The hotel is full of period furniture designed by Warren Platner, Isamu Noguchi, and Raymond Loewy as well as Saarinen. The renovation team focused on design details so closely that it hired the graphic-design firm Pentagram to create a new custom typeface for the hotel, based on the lettering that Saarinen originally used in the terminal. Many of the TWA Flight Center’s original details, such as the ceramic floor tiles and the 486 variously-shaped window panels have been replaced with replicas of the originals. These details are intended to give the hotel a 1960s- era vibe along with brass lighting, walnut-accented furnishings and rotary phones. The large departure board, a split-flap display made in Italy by the Solari Company which has been a feature of the building since the Flight Center’s opening in 1962, was fully restored as part of the hotel project.
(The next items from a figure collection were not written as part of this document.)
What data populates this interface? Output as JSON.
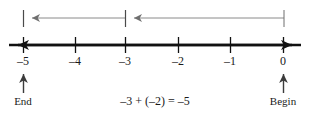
{
  "figure": {
    "background_color": "#ffffff",
    "axis_color": "#111111",
    "jump_arrow_color": "#8a8a8a",
    "marker_arrow_color": "#3b3b3b",
    "text_color": "#1a1a1a"
  },
  "number_line": {
    "axis_y": 45,
    "left_arrow_x": 8,
    "right_arrow_x": 302,
    "ticks": [
      {
        "label": "–5",
        "value": -5,
        "x": 23
      },
      {
        "label": "–4",
        "value": -4,
        "x": 75
      },
      {
        "label": "–3",
        "value": -3,
        "x": 125
      },
      {
        "label": "–2",
        "value": -2,
        "x": 178
      },
      {
        "label": "–1",
        "value": -1,
        "x": 230
      },
      {
        "label": "0",
        "value": 0,
        "x": 283
      }
    ],
    "tick_label_y": 54
  },
  "jumps": [
    {
      "name": "first-jump",
      "description": "jump of −3 from 0 to −3",
      "from_x": 284,
      "to_x": 126,
      "y": 18,
      "direction": "left"
    },
    {
      "name": "second-jump",
      "description": "jump of −2 from −3 to −5",
      "from_x": 125,
      "to_x": 24,
      "y": 18,
      "direction": "left"
    }
  ],
  "jump_endpoints": [
    {
      "name": "jump-endpoint-begin",
      "x": 284,
      "y_top": 10,
      "y_bottom": 27
    },
    {
      "name": "jump-endpoint-middle",
      "x": 125,
      "y_top": 10,
      "y_bottom": 27
    },
    {
      "name": "jump-endpoint-end",
      "x": 23,
      "y_top": 10,
      "y_bottom": 27
    }
  ],
  "markers": [
    {
      "name": "end-marker",
      "label": "End",
      "x": 23,
      "arrow_top_y": 70,
      "arrow_bottom_y": 93,
      "label_y": 96
    },
    {
      "name": "begin-marker",
      "label": "Begin",
      "x": 283,
      "arrow_top_y": 70,
      "arrow_bottom_y": 93,
      "label_y": 96
    }
  ],
  "equation": {
    "text": "–3 + (–2) = –5",
    "x": 155,
    "y": 96
  }
}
The current project is a public-private partnership between MCR and Morse Development, Jet Blue and the Port Authority of New York and New Jersey. It was privately funded with no government subsidies. The re-creation, overseen by Beyer Blinder Belle Architects & Planners, not only turned the historic terminal into a hotel lobby but added two wings (designed by Brooklyn-based Lubrano Ciavarra Architects) for the property’s guestrooms and a 50,000 square foot events center. The most important element of the projects design, said Ciavarra, was respecting the symmetrical design of the Saarinen building as 21st century elements were added. “Visitors and guests to the hotel will be able to enjoy the experience of the Saarinen building as it was originally designed and then move through the flight tubes into our new hotel buildings.”
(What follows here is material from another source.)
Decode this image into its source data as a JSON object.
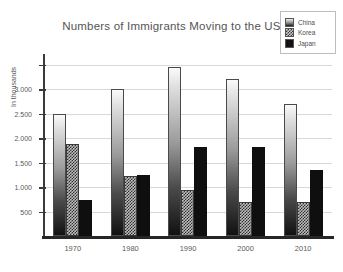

My New Book, “Great American Hotel Architects” Has Just Been Published
My eighth hotel history book features twelve architects who designed 94 hotels from 1878 to 1948: Warren & Wetmore, Henry J. Hardenbergh, Schultze & Weaver, Mary Elizabeth Jane Colter, Bruce Price, Mulliken & Moeller, McKim, Mead & White, Carrere & Hastings, Julia Morgan, Emery Roth, Trowbridge & Livingston, George B. Post and Sons.
You can order copies from the publisher AuthorHouse by posting “Great American Hotel Architects” by Stanley Turkel.
My Other Published Hotel Books
- Great American Hoteliers: Pioneers of the Hotel Industry (2009)
- Built To Last: 100+ Year-Old Hotels in New York (2011)
- Built To Last: 100+ Year-Old Hotels East of the Mississippi (2013)
- Hotel Mavens: Lucius M. Boomer, George C. Boldt, Oscar of the Waldorf (2014)
- Great American Hoteliers Volume 2: Pioneers of the Hotel Industry (2016)
- Built To Last: 100+ Year-Old Hotels West of the Mississippi (2017)
- Hotel Mavens Volume 2: Henry Morrison Flagler, Henry Bradley Plant, Carl Graham Fisher (2018)
All of these books can be ordered from AuthorHouse by visiting www.stanleyturkel.com and clicking on the book’s title.
If You Need an Expert Witness:
For the past twenty-seven years, I have served as an expert witness in more than 42 hotel-related cases. My extensive hotel operating experience is beneficial in cases involving:
- slip and fall accidents
- wrongful deaths
- fire and carbon monoxide injuries
- hotel security issues
- dram shop requirements
- hurricane damage and/or business interruption cases
Feel free to call me at no charge on 917-628-8549 to discuss any hotel-related expert witness assignment.